Both sides have increased their activities against the other. The Bush 
administration is spending $75 million to step up pressure on the 
Iranian government, including funding non-governmental organizations and 
alternative media broadcasts. Iran's parliament then approved $13.6 
million to counter what it calls "plots and acts of meddling" by the 
United States.

"Given the uptick in interest in Iran" on the part of the United States, 
"it would be a very logical assumption that we have both ratcheted up 
[intelligence] collection, absolutely," said Fred Barton, a former 
counterterrorism official who is now vice president of counterterrorism 
for Stratfor, a security consulting and forecasting firm. "It would be a 
more fevered pitch on the Iranian side because they have fewer options."

The office of the director of national intelligence, which recently 
began to manage the U.S. intelligence agencies, declined to allow its 
analysts to discuss their assessment of Iran's intelligence services and 
Hezbollah and their capabilities to retaliate against U.S. interests.

"We are unable to address your questions in an unclassified manner," a 
spokesman for the office, Carl Kropf, wrote in response to a Washington 
Post query.

The current state of Iran's intelligence apparatus is the subject of 
debate among experts. Some experts who spent their careers tracking the 
intelligence ministry's operatives describe them as deployed worldwide 
and easier to monitor than Hezbollah cells because they operate out of 
embassies and behave more like a traditional spy service such as the 
Soviet KGB.

Other experts believe the Iranian service has become bogged down in 
intense, regional concerns: attacks on Shiites in Pakistan, the Iraq war 
and efforts to combat drug trafficking in Iran.

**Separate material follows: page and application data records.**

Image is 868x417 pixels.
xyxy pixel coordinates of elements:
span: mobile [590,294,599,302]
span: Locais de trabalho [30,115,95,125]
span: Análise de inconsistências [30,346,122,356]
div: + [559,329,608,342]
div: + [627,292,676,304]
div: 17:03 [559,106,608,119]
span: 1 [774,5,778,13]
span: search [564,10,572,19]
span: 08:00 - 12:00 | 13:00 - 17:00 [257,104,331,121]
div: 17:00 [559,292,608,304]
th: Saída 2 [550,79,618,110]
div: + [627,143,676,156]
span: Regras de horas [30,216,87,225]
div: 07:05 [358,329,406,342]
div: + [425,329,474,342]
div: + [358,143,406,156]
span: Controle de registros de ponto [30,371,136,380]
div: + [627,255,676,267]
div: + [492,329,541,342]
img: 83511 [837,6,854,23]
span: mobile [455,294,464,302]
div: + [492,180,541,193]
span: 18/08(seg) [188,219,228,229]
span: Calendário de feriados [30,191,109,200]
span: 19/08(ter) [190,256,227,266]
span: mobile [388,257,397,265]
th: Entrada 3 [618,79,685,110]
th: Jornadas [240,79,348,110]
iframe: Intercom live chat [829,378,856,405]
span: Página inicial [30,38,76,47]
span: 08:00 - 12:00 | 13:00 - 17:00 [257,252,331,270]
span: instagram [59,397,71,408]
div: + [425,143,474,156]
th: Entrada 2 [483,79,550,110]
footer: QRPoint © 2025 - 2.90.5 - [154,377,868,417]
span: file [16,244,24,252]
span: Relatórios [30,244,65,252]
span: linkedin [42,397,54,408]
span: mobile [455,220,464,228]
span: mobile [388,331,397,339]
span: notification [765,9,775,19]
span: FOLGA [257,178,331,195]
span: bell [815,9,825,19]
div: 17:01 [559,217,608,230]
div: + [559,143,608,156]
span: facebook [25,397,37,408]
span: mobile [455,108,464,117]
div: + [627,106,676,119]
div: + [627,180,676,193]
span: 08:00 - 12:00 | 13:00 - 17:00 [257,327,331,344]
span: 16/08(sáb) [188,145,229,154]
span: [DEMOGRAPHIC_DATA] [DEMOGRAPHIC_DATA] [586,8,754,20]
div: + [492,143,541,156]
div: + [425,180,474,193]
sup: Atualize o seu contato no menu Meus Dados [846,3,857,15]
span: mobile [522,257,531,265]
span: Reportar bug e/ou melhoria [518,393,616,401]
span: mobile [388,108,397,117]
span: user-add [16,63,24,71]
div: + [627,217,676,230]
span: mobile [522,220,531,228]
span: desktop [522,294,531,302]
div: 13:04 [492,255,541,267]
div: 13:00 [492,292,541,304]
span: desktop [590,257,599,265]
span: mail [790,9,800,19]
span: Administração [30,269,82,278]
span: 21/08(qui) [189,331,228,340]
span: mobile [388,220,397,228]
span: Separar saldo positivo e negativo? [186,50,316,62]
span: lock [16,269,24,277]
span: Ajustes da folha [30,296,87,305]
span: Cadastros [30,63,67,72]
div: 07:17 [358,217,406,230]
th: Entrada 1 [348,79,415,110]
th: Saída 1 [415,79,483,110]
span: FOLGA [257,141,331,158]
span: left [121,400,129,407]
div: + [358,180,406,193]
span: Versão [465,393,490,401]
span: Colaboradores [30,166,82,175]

As a result, said Bahman Baktiari, an Iran expert at the University of 
Maine, the intelligence service has downsized its operations in Europe 
and the United States. But, said Baktiari, "I think the U.S. government 
doesn't have a handle on this."

Because Iran's nuclear facilities are scattered around the country, some 
military specialists doubt a strike could effectively end the program 
and would require hundreds of strikes beforehand to disable Iran's vast 
air defenses. They say airstrikes would most likely inflame the Muslim 
world, alienate reformers within Iran and could serve to unite Hezbollah 
and al-Qaeda, which have only limited contact currently.

A report by the independent commission investigating the Sept. 11 
attacks cited al-Qaeda's long-standing cooperation with the Iranian-back 
Hezbollah on certain operations and said Osama bin Laden may have had a 
previously undisclosed role in the Khobar attack. Several al-Qaeda 
figures are reportedly under house arrest in Iran.

Others in the law enforcement and intelligence circles have been more 
dubious about cooperation between al-Qaeda and Hezbollah, largely 
because of the rivalries between Shiite and Sunni Muslims. Al-Qaeda 
adherents are Sunni Muslims; Hezbollah's are Shiites.

Iran "certainly wants to remind governments that they can create a lot 
of difficulty if strikes were to occur," said a senior European 
counterterrorism official interviewed recently. "That they might react 
with all means, Hezbollah inside Lebanon and outside Lebanon, this is 
certain. Al-Qaeda could become a tactical alliance."